On a funnier note, the scene of Lady Bird “losing” her virginity has to be the only accurate depiction I’ve seen based on my own experience. I spat my drink out the first time I watched that, wondering how Greta Gerwig knew about my life in such intimate detail. Now I look back and laugh. Being young is so inherently stupid. Hilariously stupid. So even though I am not the type of person whose first time was with their first love and all of that stereotypical romantic bullshit, I do look back at that experience with a giggle. You don’t realise in the moment how little it actually means. That you will continue to have this experience for the rest of your life and it will only get better. Watching Lady Bird as an adult makes me feel a sense of nostalgia for my childhood naivety. I do however, wish that I had the boldness of Lady Bird to yell “who the fuck is on top their first time?”. She was ahead of her time for sure and if this movie came out before I lost my virginity, I would’ve followed suit!

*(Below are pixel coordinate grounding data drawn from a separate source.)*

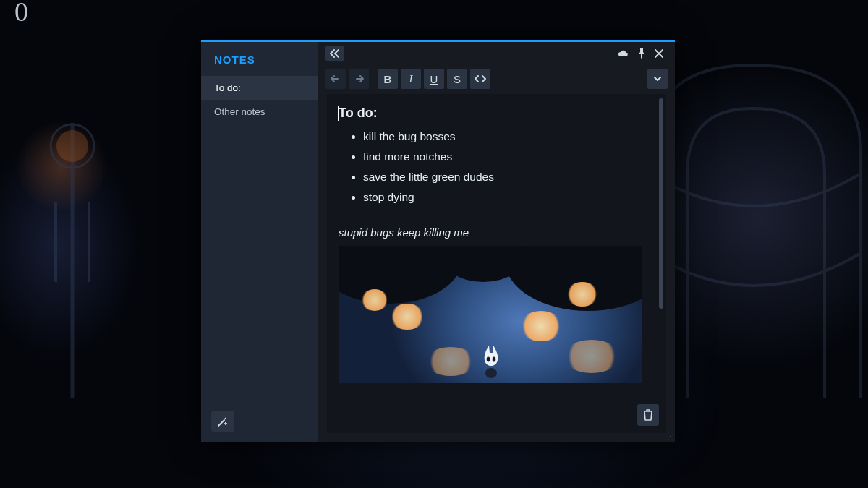 Image resolution: width=868 pixels, height=488 pixels. Describe the element at coordinates (223, 421) in the screenshot. I see `wand-plus-icon` at that location.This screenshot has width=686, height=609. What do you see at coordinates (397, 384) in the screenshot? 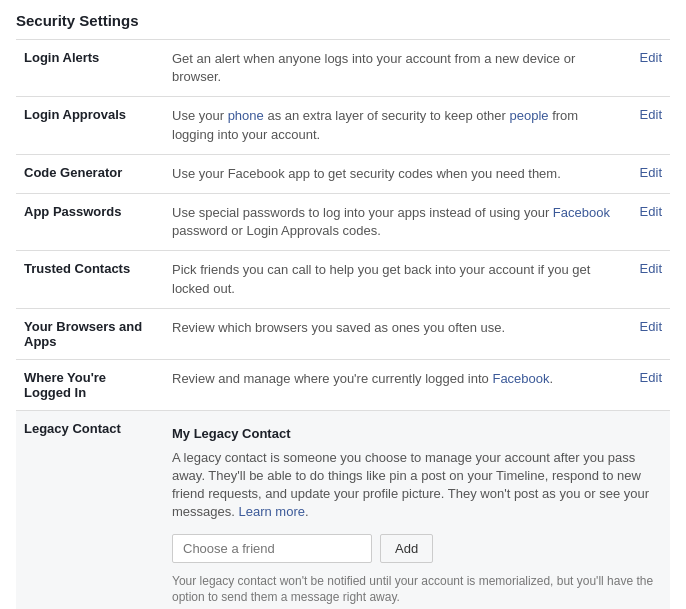
I see `row-desc-where-logged-in: Review and manage where you're currently…` at bounding box center [397, 384].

I’m sure by now you’ve realised that I saw my entire life in Lady Bird, but the storyline that really felt like looking through a crystal ball was Lady Bird moving away for college. I will probably never know what my parents felt when I went away to University. I didn’t see their faces on the way home, I don’t know how they felt back home whilst I wasn’t there. But I like to imagine it went something similar to the experience of Lady Bird’s parents. If I got anything out of my experience at university, it was that it helped mine and my mothers relationship immensely. Distance really does make the heart grow stronger and so I found myself spending many nights at university on the phone to my mum, acknowledging how much she did for me when we lived under one roof. The ending scenes of Lady Bird are all about her reflecting on her mother and how she made Lady Bird the woman she is in that very moment. It’s ironically flawless.
I believe we should all have a piece of art that feels like home to us. For me, it’s Lady Bird. But if you haven’t found yours, I encourage to you to never stop searching for it. Never stop listening to songs and watching movies until you find the person that made complete sense of your world. That is one of the most beautiful things in the human experience.